Does Outsourcing BDRs Work?
- A couple of CMOs mentioned they had not been successful outsourcing BDRs
- One mentioned a firm called Superhuman that did not meet expectations
- Another noted that the reason outsourcing BDRs didn’t work was that “they didn’t have a liaison internally to manage the outsourced BER function. We wasted more than $1 million at my former company.”
Squeezing Out Spending Inefficiencies
- One CMO shared, “my sense is that 20% of our budget is probably just wasted.”
- “We’ve been growing so fast (60-70% a year) that we just kept spending and didn’t put a critical eye on all of it. Now it’s time to optimize!”
- “We were spending $5 million on a big event and now believe we can get a better return by doing smaller regional events for about $2 million – that’s a $3 million swing!”
- “We’re also looking at conversion rates through our funnel and seeing where the better quality leads come from rather than just focusing on volume.”
- Another CMO shared, “we’re being ruthless about our paid advertising channels that we’ve been using forever but are much less efficient than search and social for us.”
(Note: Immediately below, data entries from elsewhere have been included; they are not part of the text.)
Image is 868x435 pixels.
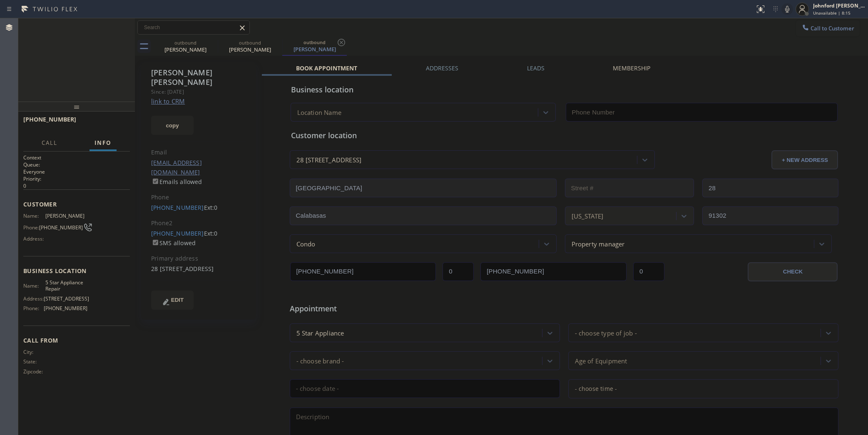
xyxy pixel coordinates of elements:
span: Phone: [24,225,39,230]
span: - choose time - [575,385,618,393]
span: Info [94,139,112,147]
div: Phone [151,192,246,202]
p: Everyone [24,168,130,175]
a: [PHONE_NUMBER] [151,230,204,238]
div: Condo [296,239,316,248]
button: + NEW ADDRESS [771,150,838,170]
label: Emails allowed [151,177,203,186]
input: Phone Number [291,263,437,281]
input: SMS allowed [153,240,158,245]
div: Primary address [151,254,246,263]
input: ZIP [703,207,839,225]
span: Phone: [24,306,44,311]
span: Ext: 0 [204,204,218,212]
div: outbound [283,39,346,45]
div: Bethany Ghassemi [219,37,281,56]
h2: Queue: [24,161,130,168]
span: Call to Customer [811,24,854,32]
div: Johnford [PERSON_NAME] [813,2,866,9]
input: - choose date - [290,379,560,398]
span: Business location [24,267,130,275]
span: Customer [24,200,130,208]
div: [PERSON_NAME] [283,45,346,53]
input: Ext. [443,263,474,281]
div: outbound [219,39,281,46]
div: - choose type of job - [575,328,637,338]
input: Ext. 2 [633,263,665,281]
label: Addresses [426,64,459,72]
input: Apt. # [703,179,839,197]
button: copy [151,116,194,135]
div: outbound [154,39,217,46]
button: Info [89,135,117,151]
label: Leads [527,64,545,72]
div: 28 [STREET_ADDRESS] [296,155,362,165]
div: Bethany Ghassemi [283,37,346,55]
div: [PERSON_NAME] [PERSON_NAME] [151,68,246,87]
div: Email [151,148,246,157]
span: Call From [24,336,130,344]
span: Name: [24,212,45,219]
span: Zipcode: [24,368,45,375]
span: [PHONE_NUMBER] [39,225,83,230]
label: Book Appointment [296,64,357,72]
button: Mute [781,4,794,15]
div: [PERSON_NAME] [154,46,217,53]
h1: Context [24,154,130,161]
a: [EMAIL_ADDRESS][DOMAIN_NAME] [151,159,202,176]
span: Call [42,139,57,147]
div: Business location [291,84,837,95]
span: [PERSON_NAME] [45,212,87,219]
div: Age of Equipment [575,356,628,366]
input: Phone Number 2 [481,263,627,281]
div: Phone2 [151,219,246,228]
span: EDIT [171,297,184,303]
div: Since: [DATE] [151,87,246,97]
span: 5 Star Appliance Repair [45,279,87,293]
button: Call to Customer [796,21,860,36]
input: Emails allowed [153,179,158,184]
p: 0 [24,182,130,190]
div: Customer location [291,130,837,141]
span: Name: [24,283,45,289]
span: Appointment [290,303,472,314]
a: [PHONE_NUMBER] [151,204,204,212]
span: [PHONE_NUMBER] [24,115,76,123]
a: link to CRM [151,97,185,105]
div: - choose brand - [296,356,344,366]
button: CHECK [748,263,838,281]
span: Address: [24,295,44,302]
div: 28 [STREET_ADDRESS] [151,265,246,274]
label: Membership [613,64,650,72]
span: [PHONE_NUMBER] [44,306,87,311]
h2: Priority: [24,175,130,182]
span: Unavailable | 8:15 [813,10,851,16]
input: City [290,207,557,225]
input: Phone Number [566,103,838,122]
button: EDIT [151,290,194,310]
span: Ext: 0 [204,230,218,238]
input: Street # [565,179,695,197]
label: SMS allowed [151,239,196,247]
input: Address [290,179,557,197]
span: Address: [24,235,45,242]
div: [PERSON_NAME] [219,46,281,53]
span: [STREET_ADDRESS] [44,295,89,302]
button: Call [36,135,62,151]
div: Location Name [297,108,342,117]
div: Shawn Green [154,37,217,56]
span: City: [24,349,45,355]
div: 5 Star Appliance [296,328,344,338]
span: State: [24,358,45,365]
input: Search [138,21,250,34]
div: Property manager [572,239,625,248]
- Another CMO noted, “everything we spend on has to have an ROI of 2:1, ideally 5:1 – we found some tactics work better with SMBs while others work better with Enterprise.”
- Watch out for diminishing returns: “We also noticed that leads from Capterra and other review sites were working great early this year but aren’t really producing the same ROI now”
When Leads Are Stuck in Pipeline
- One CMO shared, “using Demandbase, we’re able to see where leads are getting stuck so it becomes a joint effort with Sales to get them unstuck.”
- “We look at the average time to transition from an MQA (marketing qualified account) to an SAO (sales accepted opportunity), close rate average value, and how that compares against our averages and determine where we're processing more efficiently.”
- “This gets us out of the argument ‘you’re not giving us good leads’ and instead we can talk about working through the pipeline with marketing, BDRs, and channel sales.”
Lead Scoring - F.I.R.E.
- One CMO recommended the F.I.R.E. lead scoring methodology which tracks Fit, Intent, Recency, and Engagement
- “I don’t like talking about MQAs just QAs – everyone needs to engage with accounts including Marketing, Sales and BDRs”
- “It’s not about Marketing, it’s about account engagement and the common good!”